A Quote by Dwyane Wade

For home games, I bring my clothes to the arena. I bring two different outfits that I can pick after the game. Road game, I got to wear what I walk in with. — © Dwyane Wade
For home games, I bring my clothes to the arena. I bring two different outfits that I can pick after the game. Road game, I got to wear what I walk in with.
We all bring some different elements at the Games. Everything is a stepping stone for us after playing these two games. These Games are preparing us to play a 60-minutes game and preparing us for the gold-medal game.
With social games, I bring my friends, and maybe they'll bring a friend or two, and when you're playing a game, you don't need to focus on trying to come up with things to talk about.
Everybody was ready to put Denver and Indianapolis in the championship game. We're the same team that went 15-1 last year and made it to the championship game. We're coming from a different perspective now, being on the road playing two tough road games. We all believed in one another, even if no one else did.
You've got to bring it. You've got to make sure people feel the energy you're trying to bring to the game.
We go after legacies because we just know that, sooner or later, people will understand what we bring to this culture and bring to the game.
If I'm in the car after a bad game, I may think about ways I need to improve. But the second I reach home, the game's over. Work doesn't come inside with me. Same thing in reverse - I don't bring my personal life into the ballpark. Learning to keep it all separate has made life easier.
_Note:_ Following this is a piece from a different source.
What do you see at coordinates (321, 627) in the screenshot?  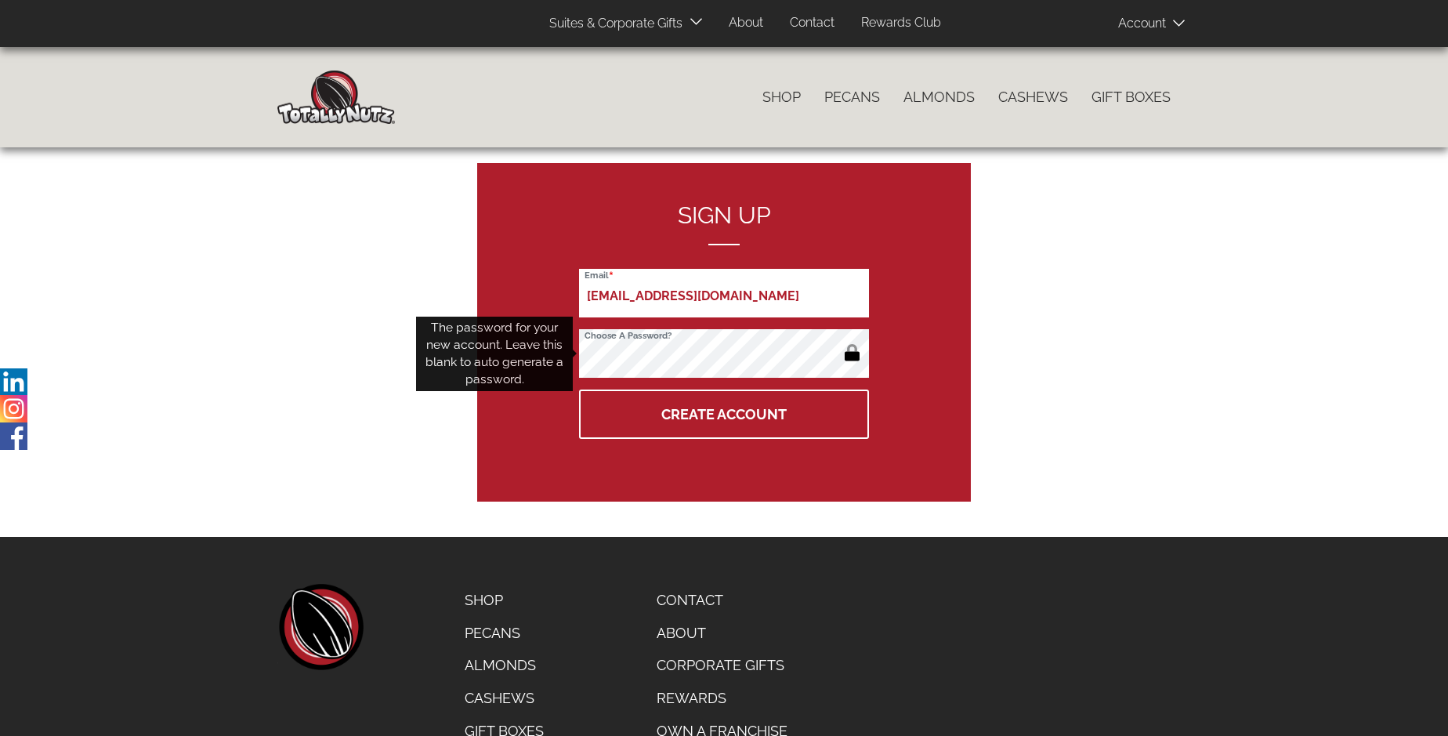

It was, like, two mobile games I released. They did pretty well, and after I made those two games, I was like, 'Man, I want to make another game, but I want to make this game for PlayStation and Xbox and PC.' I was like, 'You know what? Forget making the video game for Xbox, PlayStation and PC. How about I make my own console?'
We absolutely need diversity [in game designers]. And not just diversity of gender, but diversity of cultures, of ethnicity, of sexuality. If we want to reach beyond the audience we have we've got to bring in more players, and to bring in more players we've got to bring in people who might be able to reach those players.
You hope to bring your 'A Game' to any game, and of course you do in a final. You hope to bring experience, fitness, communication skills, motivational skills.
This game in a lot of ways, isn't that complex. You bring energy to the table and you've got a chance. You bring fundamentals to the table and you've got a chance. It's not always about scheme and all that magic-behind-the-curtain stuff.
Now we're doing it for different reasons. We're doing it to bring back the families to the game, people who love the game, and make it an affordable night's entertainment.
Games bring another level out in you. There is no way you can train to the same intensity when you are playing a game. It is just impossible. Your head won't allow you to do it. Because the adrenalin of a game and the importance of it steps it up to another level.
I remember one game I got five hits and stole five bases, but none of it was written down because they didn't bring the scorebook to the game that day.
I travel light obsessively. I take hardly any clothes or shoes because I think that all I need is a couple of work outfits, rehearsal outfits, a pair of trainers and one glamorous outfit you can re-wear and re-wear.
I've been in the sport of boxing for a long time, but I haven't been able to bring my 'A-game' totally out. I've beaten fighters with my 'C-Game' and with my 'D-Game,' but I haven't been able to beat anybody with my 'A-Game.'
We're not going to do anything different for this game since we're not treating this game any different than another game. Every game is a championship game for us, so we'll treat this one, the last one and the next one exactly the same. And that goes for our practices leading up to it as well.